By Fester:
For the mechanics of geo-strategy if not its ethics, Machiavelli is not a bad place to start, especially when he talks about the unreliability of exiles... (quote lifted from Jumping to Conclusions)
"It ought to be considered, therefore, how vain are the faith and promises of those who find themselves deprived of their country.....As to their vain hopes and promises, such is the extreme desire in them to return home, that they naturally believe many things that are false and add many others by art, so that between those they believe and those they say they believe, they fill you with hope...
From Daniel Davies' 1 minute MBA:
- Fibbers' forecasts are worthless. Ron's post concerning McClatchey's fine reporting about Micheal Ledeen's willingness to be an idiot and a dupe.
- Good ideas do not need lots of lies told about them in order to gain public acceptance.
Those steely eyed, hard-hearted armchair warriors at AEI failed both of those tests. And I'm just pig-piling on
Defense Department counterintelligence investigators suspected that Iranian exiles who provided dubious intelligence on Iraq and Iran to a small group of Pentagon officials might have "been used as agents of a foreign intelligence service ... to reach into and influence the highest levels of the U.S. government," a Senate Intelligence Committee report said Thursday...Iran, which was a mortal enemy of Iraqi dictator Saddam Hussein and fought a bloody eight-year war with Iraq during his reign, has been the primary beneficiary of U.S. policy in Iraq.....
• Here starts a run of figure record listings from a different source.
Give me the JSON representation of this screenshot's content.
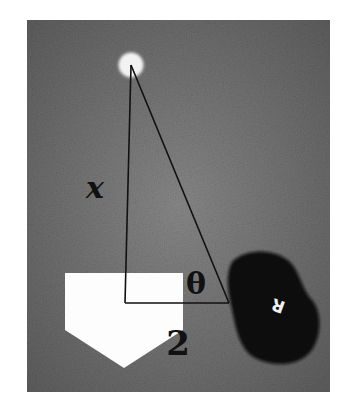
{
  "figure": {
    "labels": {
      "vertical_side": "x",
      "angle": "θ",
      "horizontal_side": "2"
    },
    "cap_letter": "R",
    "colors": {
      "field": "#7a7a7a",
      "plate": "#ffffff",
      "cap": "#0d0d0d",
      "ball": "#f2f2f2",
      "lines": "#111111"
    }
  }
}
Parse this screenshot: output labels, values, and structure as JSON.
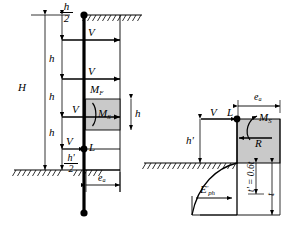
{
  "figure": {
    "colors": {
      "line": "#000000",
      "block_fill": "#c9c9c9",
      "ground_line": "#000000",
      "background": "#ffffff"
    }
  },
  "left_diagram": {
    "name": "wall-elevation",
    "dimension_labels": {
      "total_height": "H",
      "top_half_spacing_num": "h",
      "top_half_spacing_den": "2",
      "spacing_1": "h",
      "spacing_2": "h",
      "spacing_3": "h",
      "block_height": "h",
      "bottom_half_num": "h'",
      "bottom_half_den": "2",
      "eccentricity": "e",
      "eccentricity_sub": "a"
    },
    "force_labels": {
      "shear_1": "V",
      "shear_2": "V",
      "shear_3": "V",
      "shear_4": "V",
      "moment_frame": "M",
      "moment_frame_sub": "F",
      "moment_soil": "M",
      "moment_soil_sub": "S",
      "load_point": "L"
    }
  },
  "right_diagram": {
    "name": "footing-detail",
    "labels": {
      "shear": "V",
      "load_point": "L",
      "moment_soil": "M",
      "moment_soil_sub": "S",
      "reaction": "R",
      "eccentricity": "e",
      "eccentricity_sub": "a",
      "height_above": "h'",
      "passive_pressure": "E",
      "passive_pressure_sub": "ph",
      "passive_pressure_prime": "'",
      "embedment_reduced": "t' = 0.6t",
      "embedment_total": "t"
    }
  }
}
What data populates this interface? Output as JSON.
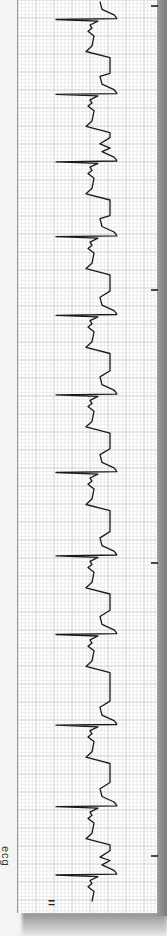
{
  "strip": {
    "orientation": "vertical",
    "grid_color_minor": "#dcdcdc",
    "grid_color_major": "#c4c4c4",
    "trace_color": "#1a1a1a",
    "side_label": "ecg",
    "calibration_mark": "="
  },
  "chart_data": {
    "type": "line",
    "title": "",
    "xlabel": "",
    "ylabel": "",
    "grid": true,
    "time_marks_count": 4,
    "beat_times_fraction": [
      0.02,
      0.1,
      0.172,
      0.252,
      0.336,
      0.421,
      0.504,
      0.593,
      0.677,
      0.774,
      0.861,
      0.934
    ],
    "beat_template": {
      "t": [
        -0.3,
        -0.22,
        -0.12,
        -0.05,
        -0.02,
        0.0,
        0.01,
        0.03,
        0.08,
        0.12,
        0.16,
        0.22,
        0.35,
        0.42,
        0.5,
        0.7
      ],
      "amp": [
        0.35,
        0.1,
        0.15,
        0.45,
        0.5,
        0.52,
        -1.0,
        0.05,
        -0.15,
        -0.1,
        -0.2,
        -0.05,
        -0.1,
        -0.25,
        0.35,
        0.35
      ]
    }
  }
}
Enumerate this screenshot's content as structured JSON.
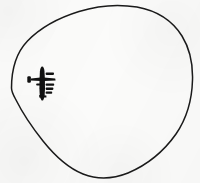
{
  "figure": {
    "kind": "scanned-line-drawing",
    "caption": "",
    "background_color": "#fbfbfa",
    "ink_color": "#1a1a1a",
    "width_px": 200,
    "height_px": 183
  },
  "chart_data": {
    "type": "line",
    "title": "",
    "subtitle": "",
    "xlabel": "",
    "ylabel": "",
    "grid": false,
    "legend": null,
    "annotations": [],
    "axis_ranges": {
      "x": [
        0,
        200
      ],
      "y": [
        0,
        183
      ]
    },
    "series": [
      {
        "name": "coverage-outline",
        "kind": "closed-curve",
        "stroke": "#1a1a1a",
        "stroke_width": 1.5,
        "fill": "none",
        "closed": true,
        "extremes": {
          "leftmost": [
            11,
            88
          ],
          "rightmost": [
            192,
            82
          ],
          "topmost": [
            130,
            6
          ],
          "bottommost": [
            120,
            178
          ]
        },
        "points": [
          [
            11,
            88
          ],
          [
            12,
            74
          ],
          [
            17,
            58
          ],
          [
            26,
            44
          ],
          [
            38,
            33
          ],
          [
            53,
            24
          ],
          [
            70,
            16
          ],
          [
            89,
            10
          ],
          [
            108,
            6
          ],
          [
            126,
            5
          ],
          [
            143,
            7
          ],
          [
            158,
            13
          ],
          [
            171,
            23
          ],
          [
            182,
            37
          ],
          [
            189,
            54
          ],
          [
            192,
            73
          ],
          [
            191,
            92
          ],
          [
            186,
            111
          ],
          [
            177,
            129
          ],
          [
            165,
            146
          ],
          [
            150,
            160
          ],
          [
            133,
            171
          ],
          [
            116,
            177
          ],
          [
            100,
            178
          ],
          [
            84,
            174
          ],
          [
            68,
            165
          ],
          [
            53,
            152
          ],
          [
            38,
            135
          ],
          [
            26,
            118
          ],
          [
            17,
            103
          ],
          [
            11,
            88
          ]
        ]
      }
    ],
    "markers": [
      {
        "name": "aircraft-silhouette",
        "label": "four-engine-bomber-planform",
        "kind": "filled-silhouette",
        "fill": "#111111",
        "heading": "up",
        "center": [
          42,
          83
        ],
        "wingspan_px": 26,
        "length_px": 32,
        "engine_count": 4
      }
    ]
  }
}
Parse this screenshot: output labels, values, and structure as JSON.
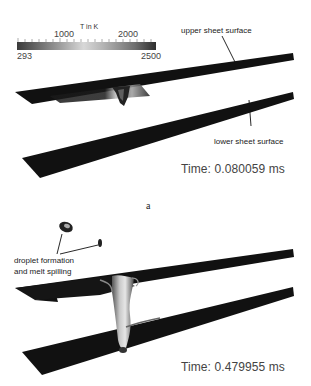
{
  "colorbar": {
    "title": "T in K",
    "min_label": "293",
    "max_label": "2500",
    "tick_labels": [
      "1000",
      "2000"
    ],
    "colors": [
      "#3a3a3a",
      "#d8d8d8",
      "#2e2e2e"
    ]
  },
  "panel_a": {
    "annotations": {
      "upper": "upper sheet surface",
      "lower": "lower sheet surface"
    },
    "time": "Time: 0.080059 ms",
    "label": "a"
  },
  "panel_b": {
    "annotations": {
      "droplet_line1": "droplet formation",
      "droplet_line2": "and melt spilling"
    },
    "time": "Time: 0.479955 ms"
  }
}
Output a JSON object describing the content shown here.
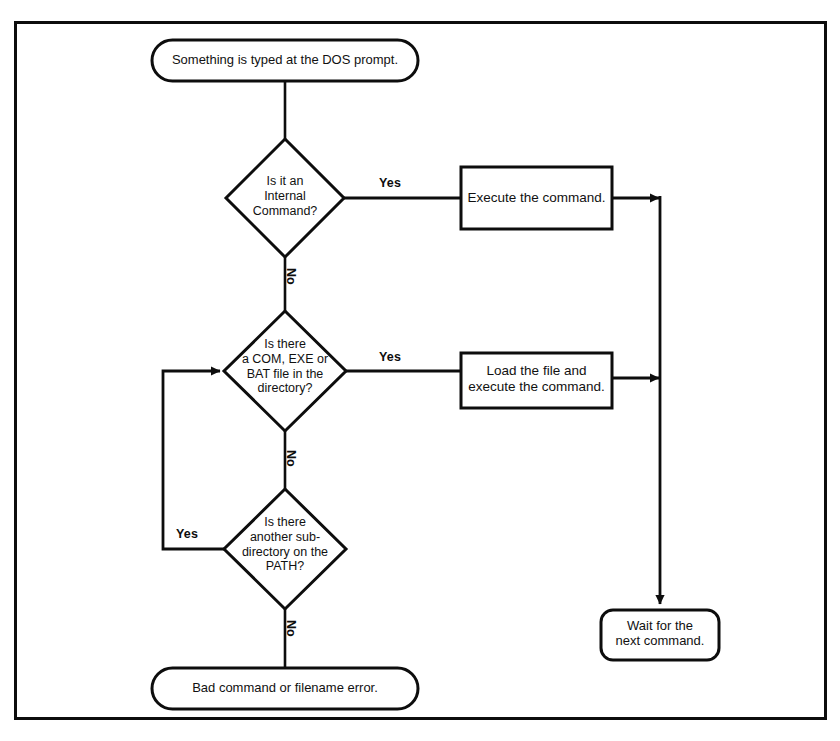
{
  "diagram": {
    "stroke_color": "#0d0d0d",
    "fill_color": "#ffffff",
    "background_color": "#ffffff"
  },
  "nodes": {
    "start": {
      "type": "terminator",
      "text": "Something is typed at the DOS prompt."
    },
    "decision_internal": {
      "type": "decision",
      "text": "Is it an\nInternal\nCommand?"
    },
    "process_execute": {
      "type": "process",
      "text": "Execute the command."
    },
    "decision_file": {
      "type": "decision",
      "text": "Is there\na COM, EXE or\nBAT file in the\ndirectory?"
    },
    "process_load": {
      "type": "process",
      "text": "Load the file and\nexecute the command."
    },
    "decision_path": {
      "type": "decision",
      "text": "Is there\nanother sub-\ndirectory on the\nPATH?"
    },
    "terminator_error": {
      "type": "terminator",
      "text": "Bad command or filename error."
    },
    "terminator_wait": {
      "type": "terminator",
      "text": "Wait for the\nnext command."
    }
  },
  "edge_labels": {
    "internal_yes": "Yes",
    "internal_no": "No",
    "file_yes": "Yes",
    "file_no": "No",
    "path_yes": "Yes",
    "path_no": "No"
  }
}
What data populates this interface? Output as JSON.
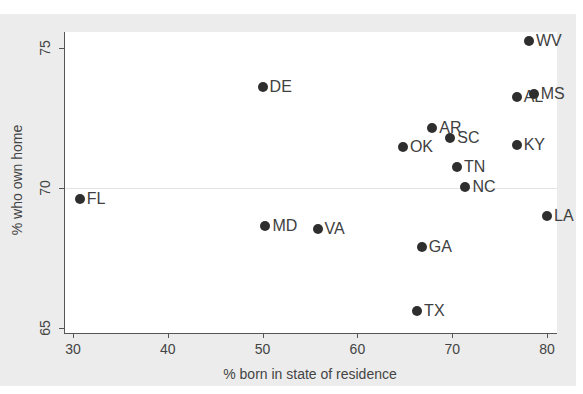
{
  "chart_data": {
    "type": "scatter",
    "title": "",
    "xlabel": "% born in state of residence",
    "ylabel": "% who own home",
    "xlim": [
      29,
      81
    ],
    "ylim": [
      64.8,
      75.6
    ],
    "xticks": [
      30,
      40,
      50,
      60,
      70,
      80
    ],
    "yticks": [
      65,
      70,
      75
    ],
    "grid": "faint horizontal at 70",
    "legend": "none",
    "points": [
      {
        "label": "WV",
        "x": 78.1,
        "y": 75.25
      },
      {
        "label": "DE",
        "x": 50.0,
        "y": 73.6
      },
      {
        "label": "AL",
        "x": 76.8,
        "y": 73.25
      },
      {
        "label": "MS",
        "x": 78.6,
        "y": 73.35
      },
      {
        "label": "AR",
        "x": 67.9,
        "y": 72.15
      },
      {
        "label": "SC",
        "x": 69.8,
        "y": 71.8
      },
      {
        "label": "OK",
        "x": 64.8,
        "y": 71.45
      },
      {
        "label": "KY",
        "x": 76.8,
        "y": 71.55
      },
      {
        "label": "TN",
        "x": 70.5,
        "y": 70.75
      },
      {
        "label": "NC",
        "x": 71.4,
        "y": 70.05
      },
      {
        "label": "FL",
        "x": 30.7,
        "y": 69.6
      },
      {
        "label": "LA",
        "x": 80.0,
        "y": 69.0
      },
      {
        "label": "MD",
        "x": 50.3,
        "y": 68.65
      },
      {
        "label": "VA",
        "x": 55.8,
        "y": 68.55
      },
      {
        "label": "GA",
        "x": 66.8,
        "y": 67.9
      },
      {
        "label": "TX",
        "x": 66.3,
        "y": 65.6
      }
    ]
  },
  "colors": {
    "background": "#ececec",
    "plot": "#ffffff",
    "marker": "#2e2e2e",
    "text": "#444444"
  }
}
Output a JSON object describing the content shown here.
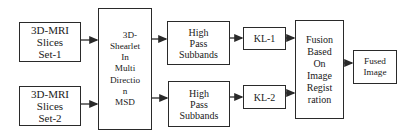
{
  "diagram": {
    "nodes": {
      "mri1": {
        "lines": [
          "3D-MRI",
          "Slices",
          "Set-1"
        ]
      },
      "mri2": {
        "lines": [
          "3D-MRI",
          "Slices",
          "Set-2"
        ]
      },
      "shearlet": {
        "lines": [
          "3D-",
          "Shearlet",
          "In",
          "Multi",
          "Directio",
          "n",
          "MSD"
        ]
      },
      "hp1": {
        "lines": [
          "High",
          "Pass",
          "Subbands"
        ]
      },
      "hp2": {
        "lines": [
          "High",
          "Pass",
          "Subbands"
        ]
      },
      "kl1": {
        "lines": [
          "KL-1"
        ]
      },
      "kl2": {
        "lines": [
          "KL-2"
        ]
      },
      "fusion": {
        "lines": [
          "Fusion",
          "Based",
          "On",
          "Image",
          "Regist",
          "ration"
        ]
      },
      "fused": {
        "lines": [
          "Fused",
          "Image"
        ]
      }
    },
    "edges": [
      {
        "from": "mri1",
        "to": "shearlet"
      },
      {
        "from": "mri2",
        "to": "shearlet"
      },
      {
        "from": "shearlet",
        "to": "hp1"
      },
      {
        "from": "shearlet",
        "to": "hp2"
      },
      {
        "from": "hp1",
        "to": "kl1"
      },
      {
        "from": "hp2",
        "to": "kl2"
      },
      {
        "from": "kl1",
        "to": "fusion"
      },
      {
        "from": "kl2",
        "to": "fusion"
      },
      {
        "from": "fusion",
        "to": "fused"
      }
    ],
    "colors": {
      "stroke": "#2a2a2a",
      "text": "#1a1a1a",
      "background": "#ffffff"
    }
  }
}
The aborted counterintelligence investigation probed some Pentagon officials' contacts with Iranian exile Manucher Ghorbanifar, whom the CIA had labeled a "fabricator" in 1984. Those contacts were brokered by an American civilian, Michael Ledeen, a former Pentagon and National Security Council consultant and a leading advocate of invading Iraq and overthrowing Iran's Islamic regime.
It takes a lot of talent to fuck up this badly. It takes amazing stupidity to fail Machiavelli 101 while claiming you were both right and against the war at the same time while supplying the stove-piped intelligence into the propaganda campaign for the war. I'm impressed in a sick and sad sort of way, really I am.
The funny thing (not funny ha-ha) is that the Wolfowitzs and Feiths and Rumsfelds of the world were supposed to be the steely-eyed realists who know how the world really works and knows how to protect the county from the evil men. And the media went for that hook line and sinker
ReplyDeleteAs it turns out they were nothing more than arrested adolescents playing with their toy soldiers and military lingo in a cartoon world of their own devising.
The wingnuts have so far missed a golden opportunity to catapult a new war narrative for Iran: claim that, since the Iranians 'tricked' the US into destroying Iraq, the US should attack Iran to get even.
ReplyDeleteComing soon to a neocon propaganda house near you.